The only problem is implementing such safety measures might cut down on the efficiency of getting coal out of the ground and into power plant boilers or steel mill furnaces. Part of the reason for the horrific death toll in the Soma disaster is that the accident occurred during a shift change, when more miners were inside the mine. A simple solution to lower the fatality rate is to assure that one shift's miners have exited safely before the next one goes in to work.

Other significant causes of miner deaths—crush by collapse as in the most recent casualties among West Virginia coal miners or crush by machinery—can be solved by technology, such as devices that allow heavy mining equipment to detect whether human miners are in its vicinity or not. Such proximity detection devices exist and are available, being implemented in mines in countries such as Australia and Canada. But, as long-time West Virginia reporter Ken Ward, Jr., notes on his blog Coal Tattoo, rules to require such devices in U.S. mines are languishing at the White House and among West Virginia officialdom. "Coal mining disasters are preventable," Ward wrote on May 15. "Why don't we put an end to coal-mining deaths and disasters?"

Another technique for averting disaster that the lost miners in Turkey also apparently lacked is so-called "self escape," a practice of having resources for escape positioned throughout the mine to help miners help themselves in the event of an explosion, collapse or other accident. It's not just technology like face masks that can render deadly air breathable or better communications devices, though, it's taking the time for drills—at least according to the National Academy of Sciences, which put out a report on how to improve such self-escape options for underground coal mines in March 2013.

Of course, any time taken for drills is time that could have been used to mine coal.

Clean coal

In Turkey the Soma miners were busily extracting so-called lignite, which holds less energy than other kinds of the burning rock. Such brown coal is really just buried and compressed peat. Lignite is the most polluting form of the most polluting fossil fuel, whether in terms of the climate change–inducing greenhouse gases released when it is burned or various other forms of air pollution.

But in Kemper County, Miss., a new power plant tied to a lignite mine could point the way to an alternative future for such dirty coal. "They mine the lignite right there and just put it in," explained Secretary of Energy Ernest Moniz in an interview with Scientific American last year. "We're going to go low-carbon but we think all the fuels with enough investment are going to have a place in that low-carbon world."

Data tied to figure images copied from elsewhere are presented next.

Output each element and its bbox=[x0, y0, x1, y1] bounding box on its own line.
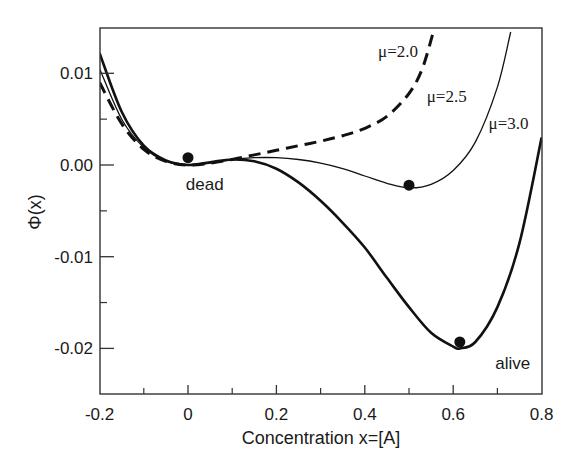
x-tick-label: 0.4 bbox=[353, 405, 377, 424]
x-axis-label: Concentration x=[A] bbox=[242, 428, 401, 448]
y-axis-ticks: 0.010.00-0.01-0.02 bbox=[54, 64, 114, 358]
x-tick-label: -0.2 bbox=[85, 405, 114, 424]
state-marker-dot bbox=[404, 180, 415, 191]
y-tick-label: -0.02 bbox=[54, 339, 93, 358]
x-tick-label: 0.6 bbox=[441, 405, 465, 424]
y-tick-label: 0.00 bbox=[60, 156, 93, 175]
x-tick-label: 0.8 bbox=[530, 405, 554, 424]
curve-annotation: μ=2.5 bbox=[427, 87, 467, 106]
curves-group bbox=[100, 32, 542, 349]
x-tick-label: 0.2 bbox=[265, 405, 289, 424]
state-marker-dot bbox=[183, 152, 194, 163]
y-axis-label: Φ(x) bbox=[25, 194, 45, 229]
annotations-group: μ=2.0μ=2.5μ=3.0deadalive bbox=[186, 42, 530, 373]
x-axis-ticks: -0.200.20.40.60.8 bbox=[85, 385, 553, 424]
state-marker-dot bbox=[454, 337, 465, 348]
x-tick-label: 0 bbox=[183, 405, 192, 424]
curve-2-5 bbox=[100, 32, 511, 188]
curve-annotation: μ=3.0 bbox=[489, 114, 529, 133]
potential-chart: -0.200.20.40.60.8 0.010.00-0.01-0.02 Con… bbox=[0, 0, 571, 467]
curve-3-0 bbox=[100, 53, 542, 349]
y-tick-label: -0.01 bbox=[54, 248, 93, 267]
curve-annotation: μ=2.0 bbox=[378, 42, 418, 61]
y-tick-label: 0.01 bbox=[60, 64, 93, 83]
plot-frame bbox=[100, 28, 542, 394]
curve-annotation: dead bbox=[186, 175, 224, 194]
markers-group bbox=[183, 152, 466, 347]
curve-annotation: alive bbox=[495, 354, 530, 373]
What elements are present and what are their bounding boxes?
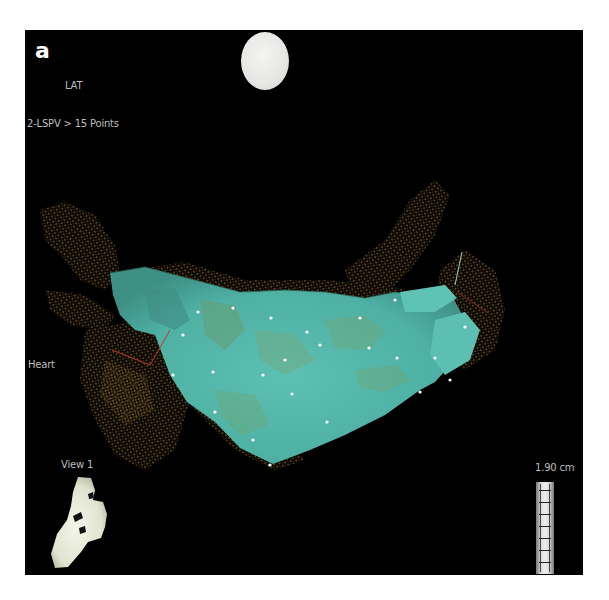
heart-orientation-icon[interactable] bbox=[43, 472, 123, 572]
panel-letter: a bbox=[35, 40, 50, 62]
map-type-label: LAT bbox=[65, 80, 82, 92]
catheter-label: Heart bbox=[28, 359, 55, 371]
scale-label: 1.90 cm bbox=[535, 462, 574, 474]
orientation-sphere-icon[interactable] bbox=[241, 32, 289, 90]
3d-map-viewport[interactable]: a LAT 2-LSPV > 15 Points Heart View 1 1.… bbox=[25, 30, 583, 575]
map-name-label: 2-LSPV > 15 Points bbox=[27, 118, 119, 130]
view-label: View 1 bbox=[61, 459, 93, 471]
ruler-icon bbox=[536, 482, 554, 574]
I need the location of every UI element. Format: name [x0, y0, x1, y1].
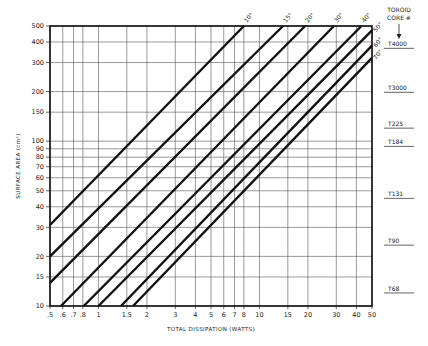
- core-header-line1: TOROID: [386, 6, 411, 13]
- y-tick-label: 100: [32, 137, 44, 145]
- y-tick-label: 400: [32, 38, 44, 46]
- line-label: 20°: [303, 11, 315, 24]
- y-tick-label: 20: [36, 253, 44, 261]
- x-tick-label: .5: [47, 311, 53, 319]
- y-axis-title: SURFACE AREA (cm²): [15, 133, 21, 198]
- line-label: 15°: [281, 11, 293, 24]
- core-header-line2: CORE #: [387, 14, 411, 21]
- y-tick-label: 150: [32, 108, 44, 116]
- x-tick-label: .6: [60, 311, 66, 319]
- temperature-rise-chart: .5.6.7.811.52345678101520304050 10152030…: [0, 0, 428, 346]
- y-tick-label: 50: [36, 187, 44, 195]
- line-label: 30°: [332, 11, 344, 24]
- line-label: 60°: [371, 36, 383, 49]
- x-axis-title: TOTAL DISSIPATION (WATTS): [166, 326, 255, 332]
- y-tick-label: 80: [36, 153, 44, 161]
- x-tick-label: 1.5: [122, 311, 132, 319]
- y-axis-ticks: 10152030405060708090100150200300400500: [32, 22, 50, 310]
- x-tick-label: 40: [352, 311, 360, 319]
- toroid-core-scale: TOROID CORE # T4000T3000T225T184T131T90T…: [384, 6, 414, 293]
- core-label: T131: [387, 190, 403, 197]
- x-tick-label: .8: [80, 311, 86, 319]
- x-tick-label: 10: [255, 311, 263, 319]
- line-label: 10°: [242, 11, 254, 24]
- y-tick-label: 30: [36, 224, 44, 232]
- x-tick-label: 50: [368, 311, 376, 319]
- core-label: T4000: [387, 40, 407, 47]
- arrow-down-icon: [397, 24, 402, 39]
- y-tick-label: 90: [36, 145, 44, 153]
- y-tick-label: 10: [36, 302, 44, 310]
- x-tick-label: 4: [193, 311, 197, 319]
- temperature-rise-line: [61, 26, 334, 306]
- x-tick-label: 2: [145, 311, 149, 319]
- x-tick-label: 5: [209, 311, 213, 319]
- line-label: 40°: [360, 11, 372, 24]
- x-tick-label: 6: [222, 311, 226, 319]
- core-label: T184: [387, 138, 403, 145]
- y-tick-label: 40: [36, 203, 44, 211]
- core-label: T68: [387, 285, 399, 292]
- core-label: T3000: [387, 84, 407, 91]
- x-tick-label: 15: [284, 311, 292, 319]
- y-tick-label: 60: [36, 174, 44, 182]
- x-tick-label: .7: [70, 311, 76, 319]
- y-tick-label: 300: [32, 59, 44, 67]
- x-tick-label: 3: [173, 311, 177, 319]
- series-labels: 10°15°20°30°40°50°60°70°: [242, 11, 383, 61]
- y-tick-label: 500: [32, 22, 44, 30]
- core-label: T90: [387, 237, 399, 244]
- x-tick-label: 7: [232, 311, 236, 319]
- x-tick-label: 8: [242, 311, 246, 319]
- y-tick-label: 70: [36, 163, 44, 171]
- x-tick-label: 20: [304, 311, 312, 319]
- temperature-rise-line: [84, 26, 362, 306]
- chart-svg: .5.6.7.811.52345678101520304050 10152030…: [0, 0, 428, 346]
- core-label: T225: [387, 120, 403, 127]
- y-tick-label: 15: [36, 273, 44, 281]
- x-tick-label: 30: [332, 311, 340, 319]
- x-tick-label: 1: [96, 311, 100, 319]
- line-label: 70°: [371, 48, 383, 61]
- y-tick-label: 200: [32, 88, 44, 96]
- grid-lines: [50, 26, 372, 306]
- line-label: 50°: [371, 20, 383, 33]
- x-axis-ticks: .5.6.7.811.52345678101520304050: [47, 306, 376, 319]
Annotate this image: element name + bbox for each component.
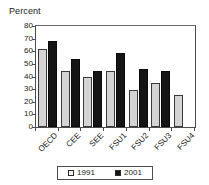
bar-cee-2001 [71,59,80,127]
legend-entry-2001: 2001 [115,169,142,177]
chart-legend: 1991 2001 [57,166,153,180]
bars-layer [36,26,195,127]
y-axis-tick-label: 40 [9,73,33,81]
y-axis-tick-label: 80 [9,22,33,30]
legend-label-1991: 1991 [77,169,95,177]
y-axis-tick-label: 30 [9,85,33,93]
y-axis-tick-label: 70 [9,35,33,43]
x-axis-label-oecd: OECD [37,131,60,154]
x-axis-label-see: SEE [87,131,105,149]
legend-swatch-2001-icon [115,170,121,176]
bar-fsu1-1991 [106,71,115,127]
bar-fsu2-1991 [129,90,138,127]
y-axis-tick-labels: 80706050403020100 [7,25,33,128]
y-axis-tick-label: 60 [9,47,33,55]
legend-label-2001: 2001 [124,169,142,177]
bar-see-2001 [93,71,102,127]
bar-cee-1991 [61,71,70,127]
bar-fsu2-2001 [139,69,148,127]
bar-chart-figure: Percent 80706050403020100 OECDCEESEEFSU1… [0,0,209,185]
bar-see-1991 [83,77,92,128]
x-axis-label-fsu3: FSU3 [152,131,173,152]
y-axis-tick-label: 0 [9,123,33,131]
y-axis-tick-label: 10 [9,110,33,118]
y-axis-tick-label: 20 [9,98,33,106]
bar-fsu4-1991 [174,95,183,127]
y-axis-title: Percent [9,6,41,16]
bar-fsu3-1991 [151,83,160,127]
bar-fsu3-2001 [161,71,170,127]
bar-fsu1-2001 [116,53,125,127]
bar-oecd-1991 [38,49,47,127]
x-axis-label-fsu2: FSU2 [130,131,151,152]
x-axis-label-fsu4: FSU4 [175,131,196,152]
x-axis-label-cee: CEE [64,131,82,149]
x-axis-category-labels: OECDCEESEEFSU1FSU2FSU3FSU4 [35,128,196,162]
bar-oecd-2001 [48,41,57,127]
legend-swatch-1991-icon [68,170,74,176]
x-axis-label-fsu1: FSU1 [107,131,128,152]
legend-entry-1991: 1991 [68,169,95,177]
y-axis-tick-label: 50 [9,60,33,68]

The Kemper integrated gasification combined cycle power plant will first turn the lignite into a gas for fuel, in the meantime stripping out the contaminants that cause air pollution, including capturing roughly two thirds of the carbon dioxide that would otherwise hit the atmosphere when the fuel is burned. That captured CO2 is then piped 100 kilometers to an old oil field, where it is pumped underground to scour out more crude, putting some of the CO2 back where it came from, albeit in a different form. Such enhanced oil recovery is meant to address the primary problem with such cleaner coal: cost.

Coal is expensive

The Kemper power plant is the fruit of several demonstration projects, including Mountaineer in West Virginia, to show that burning coal does not have to cause climate change. But such efforts have been stymied by the fact that making coal clean means making it more expensive.

The only reason coal is cheap is because the human costs of coal are not included in its price. Companies that take coal out of the ground don't have to pay to put it back in safely, after it's been reduced to toxic ash by burning. And firms that burn coal do not pay the medical bills of people stricken by breathing ailments as a result of air pollution. And no one pays, at least in the short run, to dump CO2 into the atmosphere, where it is steadily accumulating, trapping more and more heat and changing the global climate. It seems the dismal science of economics has trapped people in an abusive relationship with the dirtiest fossil fuel.